Time for Presidential Candidates to Support Imports

Matthew Shay

This article was published in the September 2016 issue of STORES Magazine.

Matthew Shay

Matthew Shay

As an industry that relies on imports to provide American families the products they need at prices they can afford, retailers are closely following the positions on international trade taken by this year’s presidential candidates.

Unfortunately, while recent comments by Donald Trump and Hillary Clinton might make great politics, they also make for terrible economics. Neither seems to appreciate the value of trade, particularly the millions of jobs and billions of dollars in economic benefits brought by imports.

Trump wants to tear up the North American Free Trade Agreement, which lets U.S. factories easily obtain parts from Canada and Mexico and just as easily ship finished products back. He opposes the Trans-Pacific Partnership, which would tear down trade barriers from Peru to Australia, and wants to impose “huge” tariffs on imports from China.

Clinton’s trade policy is more complicated but no more encouraging. As secretary of state she called TPP the “gold standard” but now opposes it. She has defended NAFTA but now says “it did not deliver.” As a senator, she voted for trade agreements with Singapore, Chile and Oman but not Central America.

According to NRF research, imports support 16 million U.S. jobs, including 6.9 million in retail and restaurants. That’s not just retail workers selling imported merchandise but fields such as research and development, distribution and merchandising. It includes members of the unions that oppose imports, from dockworkers who unload imports to factory workers who assemble products made from imported parts.

The Trans-Pacific Partnership Agreement Holds Potential for Retailers and American Families.

Imports have saved consumers millions of dollars on products from toys to computers, but high tariffs continue to drive up prices of merchandise such as shoes and apparel.

When Trump and Clinton oppose TPP, they support continued high tariffs and high prices. TPP would eliminate virtually all of the $6 billion in annual tariffs on goods from member countries and boost U.S. spending power more than $1,000 per household. When the United States reduces tariffs, its partners in trade agreements do the same, expanding markets for U.S. exports. None of that will happen, however, if the two candidates have their way.

Americans enjoy a higher standard of living because globalization makes products more affordable. And the decline in manufacturing jobs cannot be blamed entirely on imports — it takes far fewer workers to operate a modern, high-tech factory. The answer to lost factory jobs is training and new skills, not limits on trade.

Fortunately for retailers and consumers, presidential candidates often bash trade while campaigning, then take a more realistic approach once elected. But that’s not enough. America needs a president who acknowledges the importance of not just exports but imports. As an international businessman, surely Trump knows the importance of imports. As a former first lady, senator and secretary of state, so must Clinton.

It’s time for presidential candidates — and presidents — to stop pandering to protectionists and acknowledge the positive power of trade in the modern U.S. economy.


About this task:
Reproduce every line in the listing that contains the word "Unable".

Data for processing:
━━━━━━

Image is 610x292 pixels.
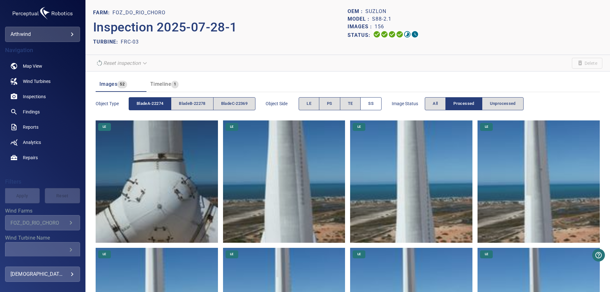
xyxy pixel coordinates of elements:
p: Model : [348,15,372,23]
p: Images : [348,23,375,31]
span: LE [99,125,110,129]
a: inspections noActive [5,89,80,104]
span: bladeC-22369 [221,100,248,107]
span: Timeline [150,81,171,87]
svg: Matching 4% [404,31,411,38]
p: S88-2.1 [372,15,392,23]
a: analytics noActive [5,135,80,150]
p: OEM : [348,8,366,15]
span: bladeA-22274 [137,100,163,107]
button: LE [299,97,319,110]
button: bladeC-22369 [213,97,256,110]
button: TE [340,97,361,110]
span: bladeB-22278 [179,100,205,107]
div: imageStatus [425,97,524,110]
p: Inspection 2025-07-28-1 [93,18,348,37]
span: 1 [171,81,179,88]
p: FRC-03 [121,38,139,46]
span: LE [481,252,492,257]
svg: Data Formatted 100% [381,31,388,38]
span: Object Side [266,100,299,107]
span: Object type [96,100,129,107]
div: [DEMOGRAPHIC_DATA] Proenca [10,269,75,279]
button: PS [319,97,340,110]
a: reports noActive [5,120,80,135]
div: Unable to reset the inspection due to your user permissions [93,58,151,69]
a: repairs noActive [5,150,80,165]
label: Wind Farms [5,209,80,214]
button: Processed [446,97,482,110]
button: All [425,97,446,110]
span: Images [99,81,117,87]
span: LE [307,100,312,107]
span: Unable to delete the inspection due to your user permissions [572,58,603,69]
a: map noActive [5,58,80,74]
a: findings noActive [5,104,80,120]
svg: Uploading 100% [373,31,381,38]
button: Unprocessed [482,97,524,110]
a: windturbines noActive [5,74,80,89]
div: Reset inspection [93,58,151,69]
span: Repairs [23,154,38,161]
p: Suzlon [366,8,387,15]
button: SS [360,97,382,110]
svg: ML Processing 100% [396,31,404,38]
div: Wind Turbine Name [5,242,80,257]
p: FOZ_DO_RIO_CHORO [113,9,166,17]
label: Wind Turbine Name [5,236,80,241]
span: LE [99,252,110,257]
span: All [433,100,438,107]
p: 156 [375,23,384,31]
h4: Navigation [5,47,80,53]
span: SS [368,100,374,107]
div: objectType [129,97,256,110]
div: objectSide [299,97,382,110]
img: arthwind-logo [11,5,74,22]
span: Findings [23,109,40,115]
span: Image Status [392,100,425,107]
span: LE [481,125,492,129]
em: Reset inspection [103,60,141,66]
div: arthwind [10,29,75,39]
p: Status: [348,31,373,40]
svg: Selecting 100% [388,31,396,38]
h4: Filters [5,179,80,185]
span: LE [226,125,237,129]
button: bladeB-22278 [171,97,213,110]
span: Unprocessed [490,100,516,107]
span: Wind Turbines [23,78,51,85]
p: TURBINE: [93,38,121,46]
div: FOZ_DO_RIO_CHORO [10,220,67,226]
span: 52 [117,81,127,88]
span: LE [226,252,237,257]
span: Inspections [23,93,46,100]
svg: Classification 0% [411,31,419,38]
span: Reports [23,124,38,130]
span: LE [354,252,365,257]
span: Analytics [23,139,41,146]
button: bladeA-22274 [129,97,171,110]
span: Map View [23,63,42,69]
div: Wind Farms [5,215,80,230]
span: PS [327,100,332,107]
span: TE [348,100,353,107]
p: FARM: [93,9,113,17]
span: Processed [454,100,474,107]
div: arthwind [5,27,80,42]
span: LE [354,125,365,129]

━━━━━━

Task result:
div: Unable to reset the inspection due to your user permissions [93,58,151,69]
span: Unable to delete the inspection due to your user permissions [572,58,603,69]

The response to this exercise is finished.